Brundtland understood that some countries might not agree with her decision to sound the alarm so precipitously. She also knew that officials of some governments might refuse to join in a global effort because of fear of spreading panic, concern about dire economic consequences, or injured national pride for not being the first to issue warnings to their people.
This was the first of several bold decisions Brundtland would make over the coming months — bold because they were made purely on the basis of rapidly accumulating scientific evidence, because they put concerns for public health first and foremost, and because they were made despite concerns about potential political pressures.

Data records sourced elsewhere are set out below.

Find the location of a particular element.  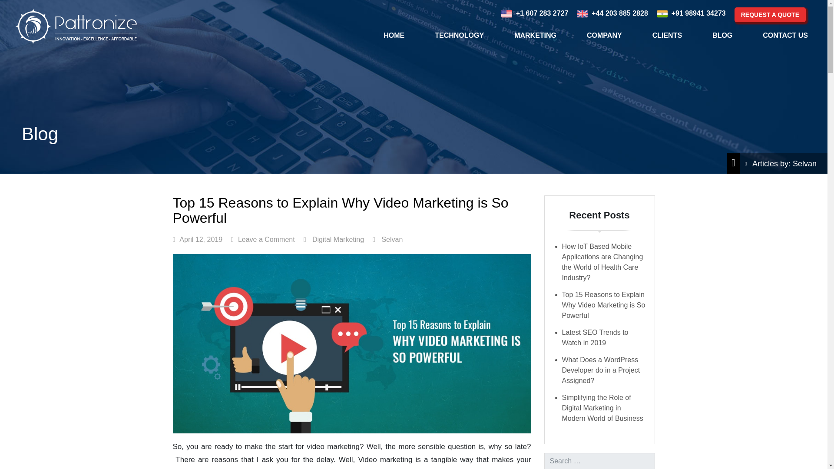

MARKETING is located at coordinates (535, 35).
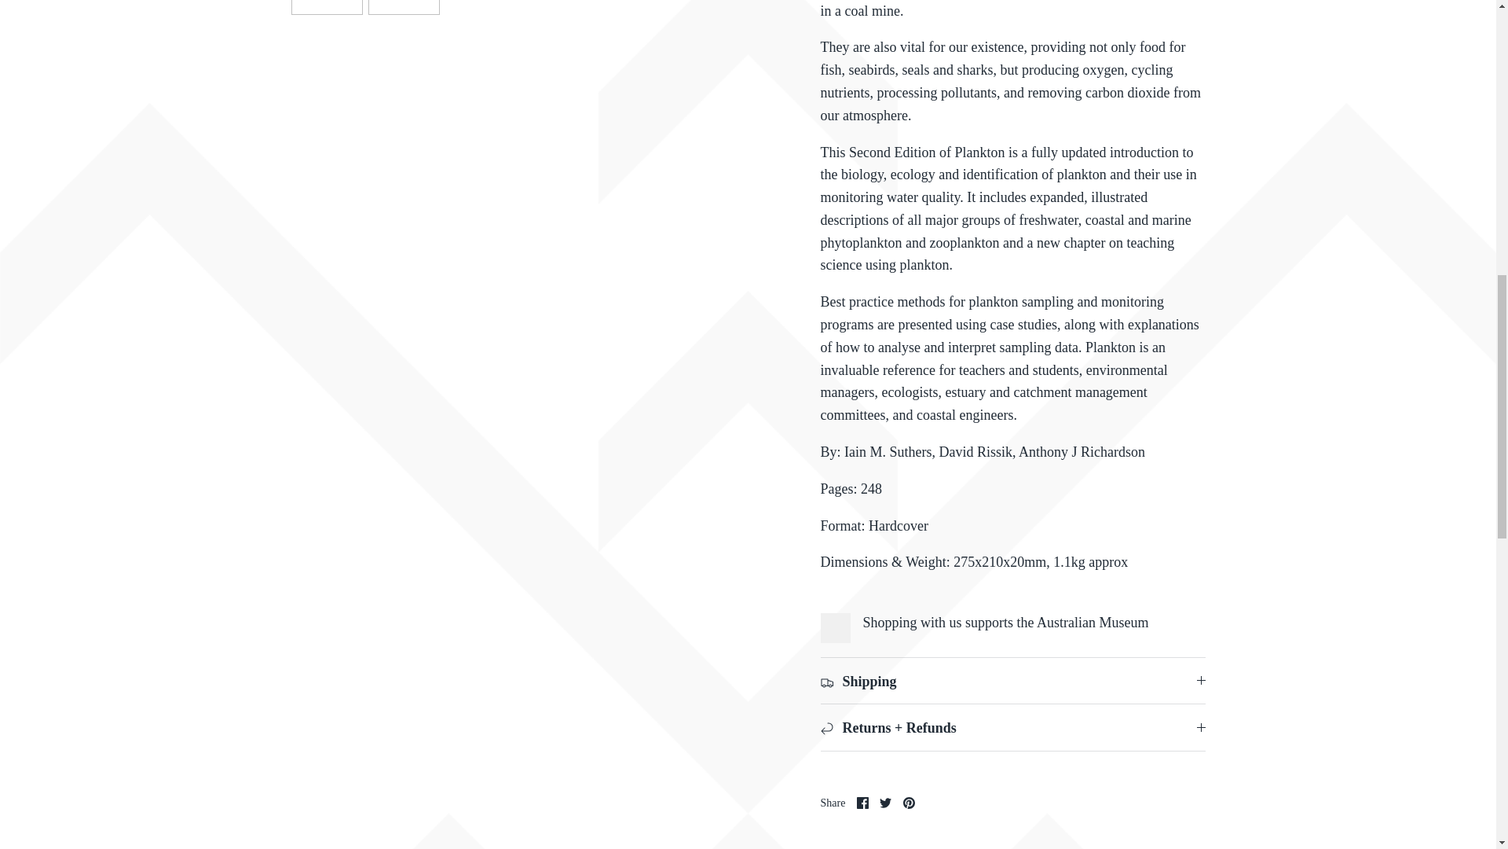  I want to click on Facebook, so click(863, 803).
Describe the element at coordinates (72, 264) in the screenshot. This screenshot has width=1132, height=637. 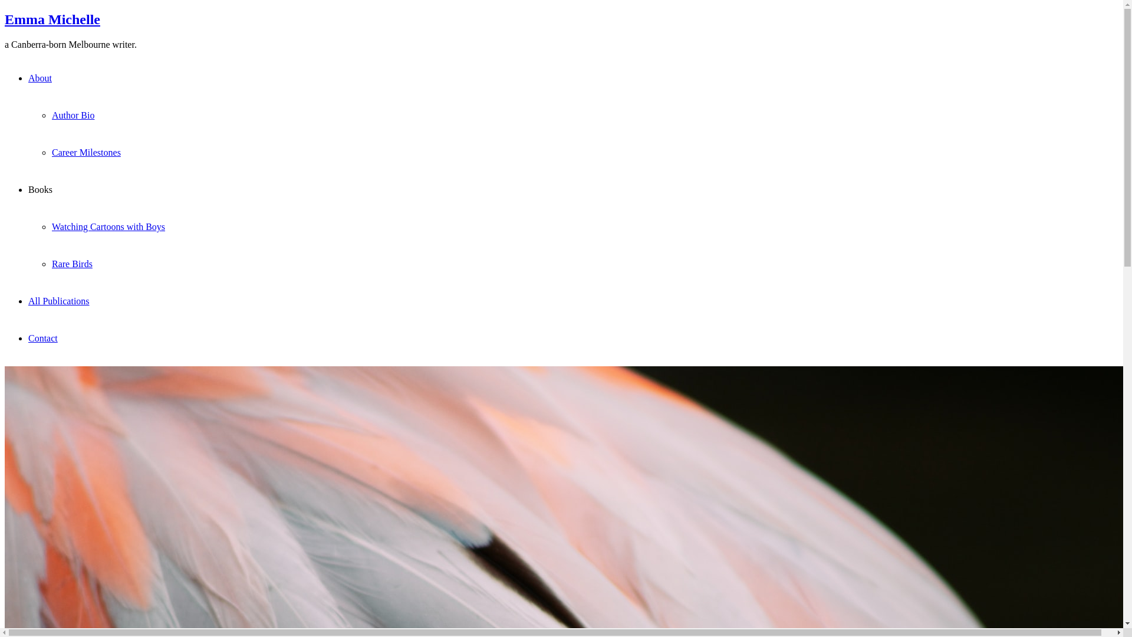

The SARS outbreak was the first major international health emergency in which the W.H.O. was able to take full advantage of the Internet age. It was detected early because of recently established Web-based systems trawling for unusual health events. It occurred at a time when health authorities around the world — experienced in earlier collaborative efforts to halt the spread of meningitis, yellow fever, polio and the Ebola virus — were on the alert and ready to respond.
The information technology at our disposal allowed us to instantaneously adapt our response as the outbreak unfolded. Virus experts from around the world worked together virtually — by phone, videoconference and through the Web — to share information and report progress.
Within a month, they identified the virus responsible for SARS. Epidemiologists soon confirmed that health workers were at greatest risk and that air travel was spreading the disease. Doctors shared their knowledge about what treatments worked and what did not. The media provided clear information that captured the world’s attention.
The outbreak occurred at a time when countries were hesitant to report the outbreak of infectious disease to the W.H.O., in large part because of potential damage to national economies. In the early 1990s, for example, the spread of cholera in Peru — the first report of the disease in Latin America in 100 years — cost the country more than $770 million in lost trade and tourism. That same decade, India reported a loss of more than $1 billion in travel and tourism revenues after plague struck a small area of the vast country. In Europe, health authorities were at first reluctant to publicly discuss mad cow disease.
Nevertheless, most countries were forthright in reporting incidents of SARS. One country remained reticent — the country where the outbreak appeared to have begun, and whose cooperation was key to tracing how the disease emerged. Brundtland spoke openly about China’s reluctance to publicly discuss the duration, scale and evolution of SARS within its borders and successfully encouraged Chinese officials to air the details and to work with the rest of the world to stop the outbreak.
The disease spread around the globe over a period of about eight months, with the outbreak peaking in April and May. By July 5, we were able to declare that all chains of person-to-person transmission had been broken and that the outbreak had been contained.
An estimated 774 people died of the disease, but another 7,322 people who were known to be infected eventually recovered, including the Singaporean doctor whose case prompted the March 15 worldwide alert.
History will determine the final impact on global health security of the decisions made 10 years ago. The evidence so far is good: SARS was contained, and countries now freely report suspected threats like avian influenza or Ebola and cull their animals accordingly.
When it comes to controlling global outbreaks such as these we must continue to let evidence speak louder than politics.
David L. Heymann, former executive director of communicable diseases at the World Health Organization, is senior fellow and head of global health security at Chatham House.